Major League Baseball will run a national marketing campaign around Barry Bonds surpassing the league’s home-run record, should it happen, MLB executive vice president Tim Brosnan said at a panel discussion.
|
Tim Brosnan says MLB will follow policy on milestones with Barry Bonds. |
Bonds begins the 2006 MLB season with 708 career home runs, trailing only Babe Ruth (714) and Hank Aaron (755) on MLB’s all-time list.
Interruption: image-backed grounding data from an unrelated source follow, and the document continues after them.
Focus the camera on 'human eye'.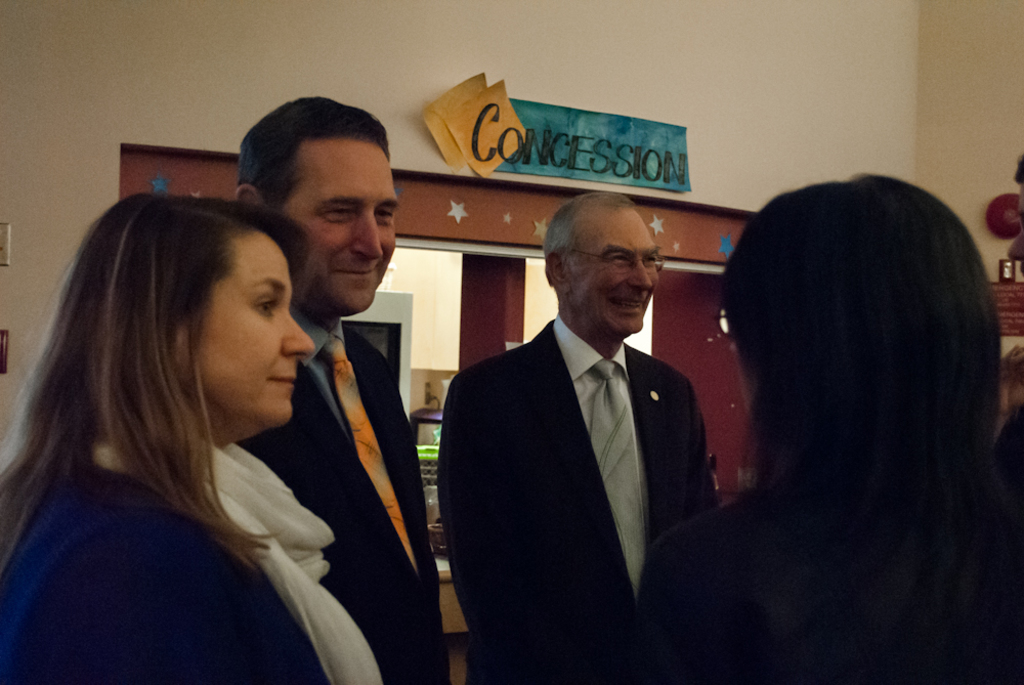
Focus region: [x1=251, y1=288, x2=279, y2=326].
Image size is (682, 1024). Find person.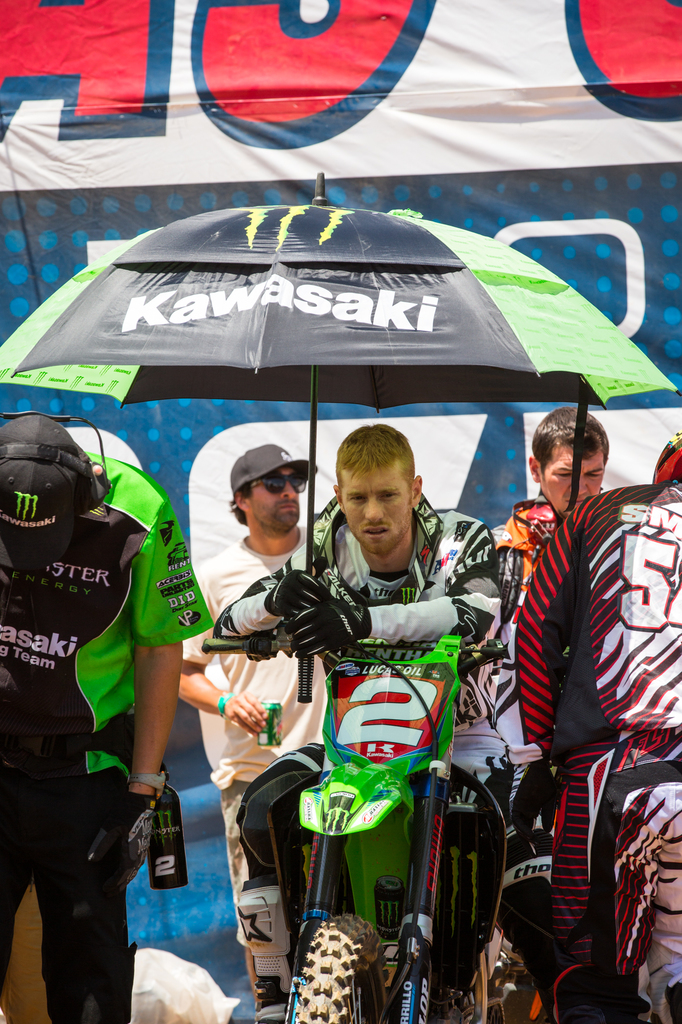
select_region(15, 361, 185, 1017).
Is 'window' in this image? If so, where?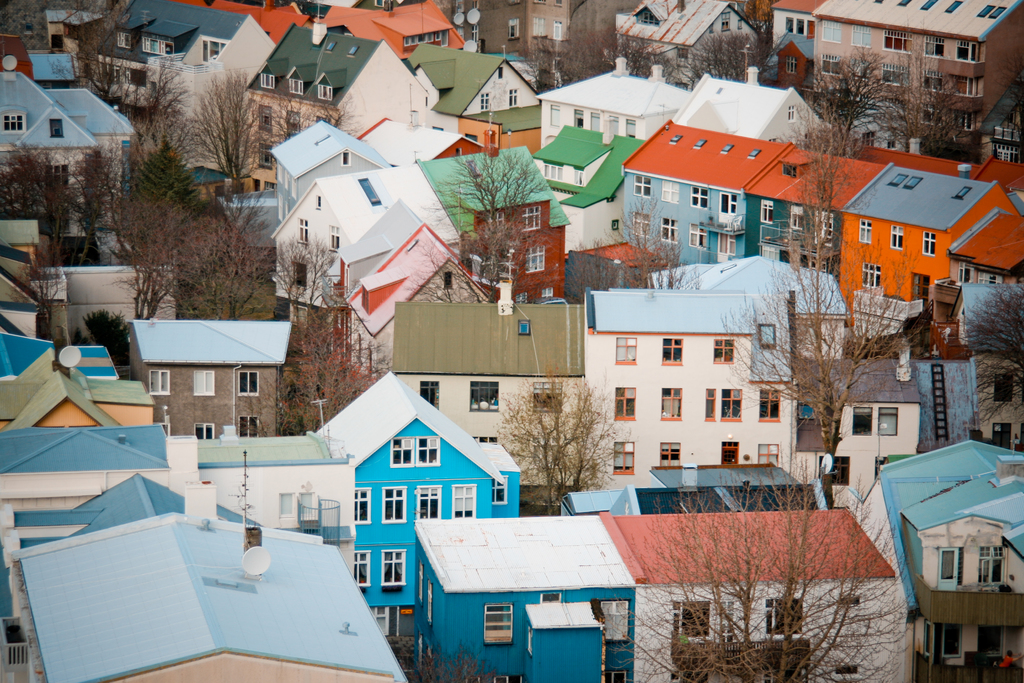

His pursuit of those marks, however, comes after an offseason of allegations linking Bonds and steroid use.
Brosnan said the league would pay a token gesture to Bonds’ expected eclipsing of Ruth’s mark, but would enlist its corporate sponsors and create national marketing campaigns should Bonds surpass 755.
MLB in recent years has commemorated the milestones of many players, including Bonds, who surpassed 500, 600 and 700 home runs since 2001. “We’ve got a policy that’s been at work here,” Brosnan said.
Brosnan said ads to mark Bonds passing Ruth’s home-run total would be primarily local, adding that such ads would aim to congratulate Bonds and commemorate the achievement.
“The big record is 755,” he said. “That’s when we go national.”
Pepsi-Cola North America CEO Dawn Hudson, sitting next to Brosnan on the five-person panel, spoke of reservations about featuring Bonds in Pepsi ads, saying the company would be willing to participate “probably in a muted way.”
“We have to be concerned with what it’s saying to youth in America,” she said. “We need to be careful that we’re doing right by youth and having the symbols of what achievement means in this country.”